Resist the urge to flip the cabbage; letting one side sear develops those crave-able crispy edges.
Dress while warm
Warm vegetables drink up vinaigrette, so toss immediately after roasting for deepest flavor.
Batch-roast bonus
Roast double the veg on Sunday; use half for this salad and blend the rest into soup later in the week.
Zest first rule
Zesting a whole orange is easier than juicing first; the skin is firmer and the oils stay on the fruit, not your cutting board.
Crunch revival
Leftovers lose crunch? Refresh with a handful of fresh seeds or toasted nuts just before serving.
Variations to Try
- FallAdd apples & sage: Toss in thin Honeycrisp wedges and fresh sage leaves during the last 10 minutes of roasting.
- ProteinChickpea boost: Drain one can of chickpeas, pat dry, and roast alongside the vegetables for plant-powered protein.
- Citrus swapGrapefruit-poppy: Sub ruby grapefruit juice and ½ teaspoon poppy seeds for a bittersweet twist.
- SpicyHarissa heat: Whisk ½ teaspoon harissa paste into the vinaigrette for North-African smoky warmth.
- NuttyPecan parmesan: Swap pumpkin seeds for toasted pecans and finish with shaved vegan or dairy parmesan.
- SpringAsparagus & dill: Replace cabbage with fat asparagus spears and finish with fresh dill instead of zest.
Storage Tips
Refrigerator: Cool completely, transfer to an airtight glass container, and refrigerate up to 4 days. The cabbage will soften slightly but the flavors deepen beautifully.
Make-ahead: Roast vegetables and store separately from dressing for up to 5 days. Combine just before serving if you want maximum texture, or toss everything together on prep day for grab-and-go lunches.

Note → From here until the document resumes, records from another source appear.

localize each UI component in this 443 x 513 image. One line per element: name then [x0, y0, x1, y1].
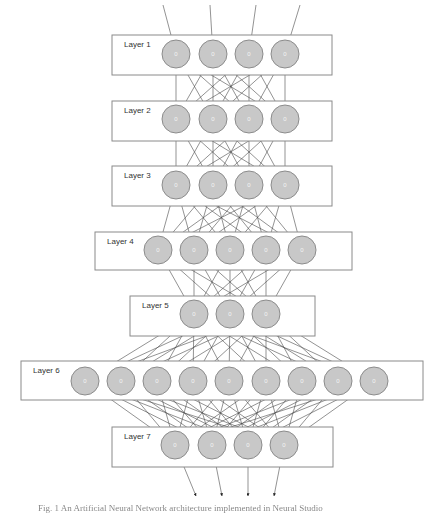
neuron-node: 0 [199, 171, 227, 199]
neuron-node: 0 [288, 367, 316, 395]
neuron-node: 0 [180, 300, 208, 328]
neuron-node: 0 [324, 367, 352, 395]
neuron-node: 0 [271, 40, 299, 68]
neuron-node: 0 [216, 236, 244, 264]
layer-6: Layer 6000000000 [21, 361, 423, 400]
neuron-node: 0 [199, 40, 227, 68]
neuron-node: 0 [252, 367, 280, 395]
layer-1: Layer 10000 [112, 35, 332, 75]
layer-4: Layer 400000 [95, 232, 352, 270]
neuron-node: 0 [162, 171, 190, 199]
neuron-node: 0 [288, 236, 316, 264]
layer-3: Layer 30000 [112, 166, 332, 206]
neuron-node: 0 [235, 171, 263, 199]
neuron-node: 0 [199, 105, 227, 133]
neuron-node: 0 [162, 105, 190, 133]
layer-label: Layer 6 [33, 366, 60, 375]
neuron-node: 0 [252, 236, 280, 264]
neuron-node: 0 [235, 105, 263, 133]
neuron-node: 0 [215, 367, 243, 395]
figure-caption: Fig. 1 An Artificial Neural Network arch… [38, 503, 323, 513]
neuron-node: 0 [71, 367, 99, 395]
neuron-node: 0 [360, 367, 388, 395]
neuron-node: 0 [144, 236, 172, 264]
layer-label: Layer 3 [124, 171, 151, 180]
neuron-node: 0 [235, 40, 263, 68]
neuron-node: 0 [107, 367, 135, 395]
neuron-node: 0 [271, 171, 299, 199]
neuron-node: 0 [143, 367, 171, 395]
neuron-node: 0 [179, 367, 207, 395]
layer-label: Layer 2 [124, 106, 151, 115]
neuron-node: 0 [198, 431, 226, 459]
neuron-node: 0 [161, 431, 189, 459]
layer-label: Layer 4 [107, 237, 134, 246]
neural-network-diagram: Layer 10000Layer 20000Layer 30000Layer 4… [0, 0, 443, 513]
layer-5: Layer 5000 [130, 296, 315, 336]
neuron-node: 0 [216, 300, 244, 328]
layers-group: Layer 10000Layer 20000Layer 30000Layer 4… [21, 35, 423, 467]
layer-2: Layer 20000 [112, 101, 332, 141]
layer-label: Layer 1 [124, 40, 151, 49]
layer-7: Layer 70000 [112, 427, 333, 467]
layer-label: Layer 7 [124, 432, 151, 441]
neuron-node: 0 [270, 431, 298, 459]
neuron-node: 0 [252, 300, 280, 328]
neuron-node: 0 [234, 431, 262, 459]
neuron-node: 0 [162, 40, 190, 68]
neuron-node: 0 [180, 236, 208, 264]
layer-label: Layer 5 [142, 301, 169, 310]
neuron-node: 0 [271, 105, 299, 133]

Freezer: Not recommended—the high water content in cabbage turns mushy upon thawing.
Reheat: Enjoy cold or bring to room temperature. If you must warm it, spread on a sheet pan at 350 °F for 5 minutes; microwaving steams the veg and dulls flavors.
Frequently Asked Questions
Healthy Roasted Cabbage and Sweet Potato Salad with Citrus Vinaigrette
Ingredients
Instructions
- Preheat oven: Set racks in upper and middle positions and heat to 425 °F. Line two sheet pans with parchment.
- Season potatoes: Toss cubed sweet potatoes with 1 tablespoon oil, ½ teaspoon salt, and ¼ teaspoon pepper. Spread on one pan.
- Prep cabbage: Brush cabbage steaks with remaining 1 tablespoon oil, season with remaining salt and pepper. Arrange on second pan.
- Roast: Roast 15 minutes, swap pans, roast 10–15 minutes more until tender and browned.
- Make vinaigrette: Zest orange; set aside. Juice orange into jar, add mustard, maple, 2 tablespoons oil, salt, pepper; shake until creamy.
- Toast seeds: Dry-toast pumpkin seeds 2 minutes until fragrant; cool.
- Toss salad: Combine warm vegetables, half the dressing, zest, and seeds. Add more dressing to taste. Serve warm or chilled.
Recipe Notes
Salad keeps 4 days refrigerated. Add greens just before serving for extra freshness.